On Sunday 21st September, Bishop Hilary made an announcement at Immanuel Cathedral in Yei, South Sudan, appealing for any available clothes to be brought to the cathedral. The announcement was made to congregation comprising people who have been displaced from their villages, others who have recently returned from refugee camps in Uganda and folks who have weathered the three-year storm of violence and food insecurity in Yei. And still, they were asked to give out of what they had.
The reason for Bishop Hilary’s request was the sudden influx of people injured, hungry and bewildered from an attack on their village. He told CMSI:
“We have received hundreds of displaced people of Logo Village, 10-11 miles along Mardi Road. There has been heavy fighting in the middle of that community, which forced them to flee to the church compound of the Diocese of Yei. This is the fourth time we have hosted such large numbers of displaced persons from the communities of the same location.”
Bishop Hilary reminded us that the people chose to run to the cathedral for help because they trust the Church.
Billy Smyth is currently in Yei, having travelled from Belfast to South Sudan on 16th September with Bishop Moses, Mama Rejoice and Rev Patti Johnson (all of whom were heading for Maridi Diocese). Patti had a useful visit to Maridi and is now en route home to the USA. Billy gave us his reaction to meeting some of the newly displaced people in Yei last Saturday.
“I have been with Bishop Hilary to visit the recently displaced people who are now at the cathedral area. I don't know what to say... old men, women and children with nowhere to call home. The village chief was there standing with his people.
"The crowd is waiting for their names to be called out to receive a UN food voucher. The UN says it will start feeding them on Monday. A few days ago these were ordinary people living in an ordinary African village. Now their village is no more. All their personal belongings, their chickens and goats are gone. Their tukals have been burnt to the ground, the children are looking bewildered.
"When we visited refugee camps, people were singing and rejoicing to welcome us. There was no singing this morning, no rejoicing for our visit, just a huge crowd of people, with only each other and what they were wearing.”
On the same Sunday that Bishop Hilary made his appeal for clothes to the church in Yei, I worshipped in a little parish church in Ireland, where a red admiral butterfly had made its home. When I saw it perching against a stained glassed window, it brought to mind the poetic assurances of Psalm 84:
Even the sparrow has found a home,
and the swallow a nest for herself
where she places her young by Your altars,
O LORD of Hosts, my King and my God.
Psalm 84:3
The sense of God offering places of refuge is even more striking in the more challenging and painful scene at Immanuel Cathedral in Yei.
In spite of their own suffering - or perhaps because of it - the people at the cathedral in Yei are providing a centre of safety and care for those who need it. While I reflected on poetry and butterflies, the Church in South Sudan was being wrung out by the raw reality of manifesting the God who makes his dwelling place with us.
Billy recently updated us to say that the the Church is working closely with the UN agencies and that food has now been made available for the displaced people. CMSI sent emergency funds as soon as we heard of the new influx people. Those funds have arrived with Bishop Hilary and will enable the Church to provide more of what is needed for the people who have chosen the cathedral as their place of refuge.
Please pray for Bishop Hilary and the people of Immanuel Cathedral that this church at the centre of crisis will truly be a place of refuge:
As they pass through the Valley of Baca,
they make it a place of springs;
even the autumn rain covers it with pools.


**Exercise requirements:** Look below and pull out each line with the word "FIELD".

Extracted records

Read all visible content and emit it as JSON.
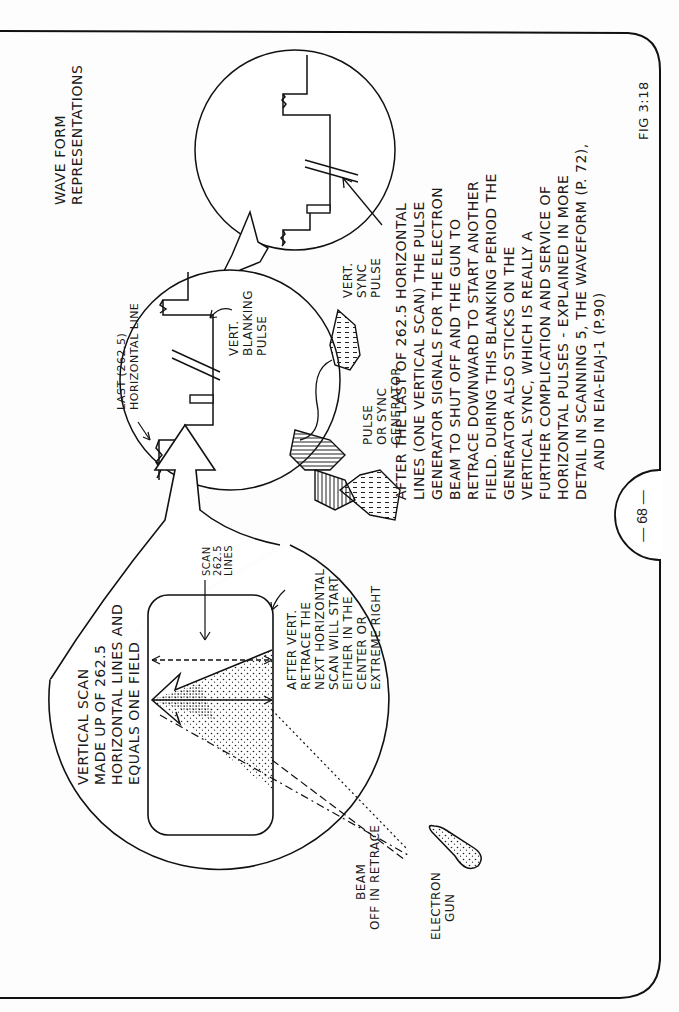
{
  "page": {
    "page_number": "— 68 —",
    "figure_label": "FIG 3:18",
    "orientation": "rotated 90° counter-clockwise (text reads bottom-to-top)"
  },
  "labels": {
    "waveform_title": [
      "WAVE FORM",
      "REPRESENTATIONS"
    ],
    "vert_sync_pulse": [
      "VERT.",
      "SYNC",
      "PULSE"
    ],
    "last_horizontal_line": [
      "LAST (262.5)",
      "HORIZONTAL LINE"
    ],
    "vert_blanking_pulse": [
      "VERT.",
      "BLANKING",
      "PULSE"
    ],
    "pulse_sync_generator": [
      "PULSE",
      "OR SYNC",
      "GENERATOR"
    ],
    "vertical_scan": [
      "VERTICAL SCAN",
      "MADE UP OF 262.5",
      "HORIZONTAL LINES AND",
      "EQUALS ONE FIELD"
    ],
    "scan_lines": [
      "SCAN",
      "262.5",
      "LINES"
    ],
    "after_retrace": [
      "AFTER VERT.",
      "RETRACE THE",
      "NEXT HORIZONTAL",
      "SCAN WILL START",
      "EITHER IN THE",
      "CENTER OR",
      "EXTREME RIGHT"
    ],
    "beam_off": [
      "BEAM",
      "OFF IN RETRACE"
    ],
    "electron_gun": [
      "ELECTRON",
      "GUN"
    ]
  },
  "explanation": [
    "AFTER THE LAST OF 262.5 HORIZONTAL",
    "LINES (ONE VERTICAL SCAN) THE PULSE",
    "GENERATOR SIGNALS FOR THE ELECTRON",
    "BEAM TO SHUT OFF AND THE GUN TO",
    "RETRACE DOWNWARD TO START ANOTHER",
    "FIELD. DURING THIS BLANKING PERIOD THE",
    "GENERATOR ALSO STICKS ON THE",
    "VERTICAL SYNC, WHICH IS REALLY A",
    "FURTHER COMPLICATION AND SERVICE OF",
    "HORIZONTAL PULSES - EXPLAINED IN MORE",
    "DETAIL IN SCANNING 5, THE WAVEFORM (P. 72),",
    "AND IN EIA-EIAJ-1 (P.90)"
  ]
}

**Result of the exercise:**
      "EQUALS ONE FIELD"
    "FIELD. DURING THIS BLANKING PERIOD THE",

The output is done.